C1.1 Identify and describe a variety of patterns involving geometric designs, including patterns found in real-life contexts.

Activity 1: Discovering Patterns! (Recognize)


Ask students to identify patterns in and around the school. To do this, suggest that they look closely at the walls, floors, windows, landscaping, etc.

Help them to discover patterns by asking questions such as:

  • Look at the walls (windows, bricks, etc.) of the school. What patterns do you see?
  • Is there a consistent order (or core) in the way the windows are arranged (bricks, tiles covering the floors, trees, etc.)?
  • Can you describe a rule? (Examples of a rule: on this outside wall, there is always a wall section followed by two windows, there are always two bricks followed by a brick with an orange line.)

Next, ask them to represent, using concrete materials or a drawing, an observed pattern rule. The students must then create a pattern to show that there is indeed a consistent pattern rule.

Source : Guide d’enseignement efficace des mathématiques de la maternelle à la 3e année, p. 46.

Activity 2: The Pattern Musem (Describe)


Create a "pattern museum" on a bulletin board with pictures or drawings of patterns discovered at home. Ask students relevant thought-provoking questions, such as:

  • How would you describe the "museum" to someone who comes to visit our classroom?
  • Do all these examples have patterns? How do you know?
  • If you had to group some of these images together, which ones would you put together and why?

This questioning prompts students to discuss the kinds of patterns in the "museum" and the characteristics of a pattern.

Source : Guide d’enseignement efficace des mathématiques de la maternelle à la 3e année, p. 47.

Activity 3: From Which Country? (Describe)


Fabrics have always been a way to express the cultural heritage of a people. That is why the colours and patterns of fabrics often give a clue as to the nationality of the people.

Show students a piece of fabric. Ask them to describe the patterns in the fabric, focusing on patterns and colours, explain how the same pattern can look very different if one of the attributes is colour, and compare the patterns in the fabric with the patterns on their own clothes.

Exploring fabrics allows students to discover different cultural expressions and understand how the mathematics they learn in school relates to the world around them.

Source : Guide d’enseignement efficace des mathématiques de la maternelle à la 3e année, p. 47.

Activity 4: Corresponding Non-Number Patterns


Summary

This activity is an introduction to the concept of pattern structure. Students will associate a letter with each position or sound in the pattern created to represent the structure of the pattern.

Materials

  • table

Action

Tell students that they will be involved in the creation of a pattern and that observation will be required to discover the attributes used to create it.

Choose positions and sounds to form a pattern that includes two different attributes (for example, standing and slapping hips; sitting and snapping fingers).

Invite a person to come to the front of the class and whisper to them to stand and tap their hips.

Invite two more people to come up and say they will be extending the pattern. Whisper to them, in turn, to sit on the floor and snap their fingers.

Invite another person to come to the front of the class and whisper to them to stand and pat their hips.

Continue until there are three repetitions of the pattern.

Ask students to observe the pattern rule being formed, raise their hands after identifying it, and then come to extend the pattern, one person at a time, and justify their choice. Give all students a chance to extend the pattern.

Review the pattern rule by asking students the following questions:

  • What repeats itself in the pattern we have just formed?
  • What are the attributes used to create the pattern?
  • What other attributes could be used?

Then explain to students that every time someone is standing and slapping their hips, that element of the pattern corresponds to the letter A and every time someone is sitting and snapping their fingers, that element of the pattern corresponds to the letter B.

Ask students to explain how to write the structure of the pattern using the letters A and B. Write the answer on the board (ABB ABB ABB…) and review the correspondence of standing and slapping their hips and sitting and snapping their fingers using the letters A and B. Explain to students that the letters are used to represent the structure of the pattern.

Continue the activity using other structures to create new patterns of positions or movements and sounds.

Source : Guide d’enseignement efficace des mathématiques de la maternelle à la 3e année, p. 128-129.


== Prompt ==
Copy all of the data below without altering a single line.

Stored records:
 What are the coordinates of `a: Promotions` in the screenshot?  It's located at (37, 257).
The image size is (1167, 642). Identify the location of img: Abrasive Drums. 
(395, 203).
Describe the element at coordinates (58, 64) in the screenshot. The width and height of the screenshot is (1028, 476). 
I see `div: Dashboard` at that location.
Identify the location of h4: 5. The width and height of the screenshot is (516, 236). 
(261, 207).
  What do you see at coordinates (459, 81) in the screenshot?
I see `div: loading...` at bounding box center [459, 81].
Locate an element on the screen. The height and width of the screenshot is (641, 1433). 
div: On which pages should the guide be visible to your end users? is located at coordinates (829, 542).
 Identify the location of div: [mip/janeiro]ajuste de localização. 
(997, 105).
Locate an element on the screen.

== Result ==
 What are the coordinates of `a: Promotions` in the screenshot?  It's located at (37, 257).
The image size is (1167, 642). Identify the location of img: Abrasive Drums. 
(395, 203).
Describe the element at coordinates (58, 64) in the screenshot. The width and height of the screenshot is (1028, 476). 
I see `div: Dashboard` at that location.
Identify the location of h4: 5. The width and height of the screenshot is (516, 236). 
(261, 207).
  What do you see at coordinates (459, 81) in the screenshot?
I see `div: loading...` at bounding box center [459, 81].
Locate an element on the screen. The height and width of the screenshot is (641, 1433). 
div: On which pages should the guide be visible to your end users? is located at coordinates (829, 542).
 Identify the location of div: [mip/janeiro]ajuste de localização. 
(997, 105).
Locate an element on the screen.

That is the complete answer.